At one point in this movie the lead character, Nicholas Van der Swar (Kai Luke Brummer) is warned “Try to stay invisible” but there is nowhere to hide as director Oliver Hermanus slowly and powerfully strips individuality and intimacy away from him.
Conscripted at sixteen into the white supremacist army defending the apartheid of early 80s South Africa his first military experience is having his civilian clothing take from him. Naked with the other conscripts the process of removing their individuality, breaking them down into components of the military, and then rebuilding them as a weapon for the regime begins. Beatings, insults, casual cruelty, back breaking exertion and mindless machismo become the repetitive tedium of his daily life.

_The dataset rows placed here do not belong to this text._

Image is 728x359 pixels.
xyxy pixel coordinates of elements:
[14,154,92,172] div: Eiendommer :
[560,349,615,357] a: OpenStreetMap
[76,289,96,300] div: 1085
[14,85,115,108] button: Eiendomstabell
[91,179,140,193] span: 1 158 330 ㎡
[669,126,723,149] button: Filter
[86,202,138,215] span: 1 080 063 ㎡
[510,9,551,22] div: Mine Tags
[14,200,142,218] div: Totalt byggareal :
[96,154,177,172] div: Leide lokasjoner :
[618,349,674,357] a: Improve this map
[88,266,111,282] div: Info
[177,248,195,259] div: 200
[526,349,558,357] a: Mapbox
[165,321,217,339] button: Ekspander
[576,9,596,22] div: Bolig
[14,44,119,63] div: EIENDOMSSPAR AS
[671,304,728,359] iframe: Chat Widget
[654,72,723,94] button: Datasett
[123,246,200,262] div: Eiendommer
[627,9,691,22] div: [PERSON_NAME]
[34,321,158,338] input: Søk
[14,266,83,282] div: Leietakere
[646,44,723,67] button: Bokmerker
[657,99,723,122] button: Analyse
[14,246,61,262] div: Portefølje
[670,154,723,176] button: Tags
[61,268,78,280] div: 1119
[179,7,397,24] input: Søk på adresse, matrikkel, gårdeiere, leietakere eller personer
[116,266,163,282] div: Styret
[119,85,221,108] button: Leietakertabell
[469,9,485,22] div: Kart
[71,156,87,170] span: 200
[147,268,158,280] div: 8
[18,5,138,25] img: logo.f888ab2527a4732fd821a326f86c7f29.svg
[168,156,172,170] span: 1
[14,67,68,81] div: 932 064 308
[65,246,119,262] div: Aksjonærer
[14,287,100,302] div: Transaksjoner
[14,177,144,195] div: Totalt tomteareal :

The dialogue of the movie is so spartan that it is incidents rather than conversations that drive forward the story. Like chapters in a book each incident compellingly defines character and situation. As a child Nicholas is publicly humiliated for looking at other boys in the showers creating a shame that hangs over him throughout life. In the trenches one wet night Dylan Stassen (Ryan De Villiers) shows him a wordless and secret act of tenderness under the pretext of keeping him warm and dry. On another occasion during a spin the bottle game where the conscripts are forced to box each other rather than kiss he is forced into a public fist fight with the same guy who showed him that kindness.

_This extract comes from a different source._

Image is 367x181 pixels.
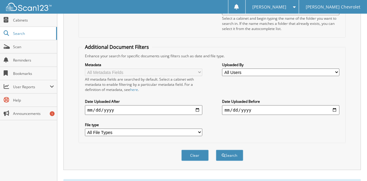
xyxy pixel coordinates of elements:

The word moffie, meaning faggot in Afrikaans, suffocates the air around Nicholas. Two conscripts are caught in a tryst together and they are beaten and shipped off to Ward 22, the army psychiatric unit where the mentally damaged get thrown like trash. Dylan disappears from the dorm one weekend and only some risky detective work from Nicholas reveals that is where he has ended up as well.
The choice to pare back the movie to its emotional bones means a lot is absent. Despite the fact that his conscription is to defend apartheid that politics does not feature as part of the story in anything but an incidental way. That is not the story that is being told. This is a film about the toxic masculinity of the army crushing the individuality of those who join it. Do not go expecting an exploration of the horrors of apartheid as the moral absence will be frustrating.
The story that is told, however, is a powerful piece of cinema. The director’s choices of what to show to compensate for the incidental nature of the dialogue is flawless. Brummer was able to portray deep wounds without appearing weak. It’s a beautiful movie to look at whose visual polish still feels realistic. Particularly the soundtrack is a triumph going from sinister thrusting cellos that promise no happy endings, through to baroque organs operatically played for dramatic high points and a slightly porny 70s disco funk that surrounded the brief kissing scenes. Even though this film is stripped to the essentials it delivers on all the senses
Review by Andrew Hebden
Queerguru Contributing Editor ANDREW HEBDEN is a MEDIA & CULTURAL STUDIES graduate spending his career between London, Beijing and NYC as an expert in media and social trends. As part of the expanding minimalist FIRE movement he recently returned to the UK and lives in Soho. He devotes as much time as possible to the movies, theatre and the gym. His favorite thing is to try something (anything) new every day.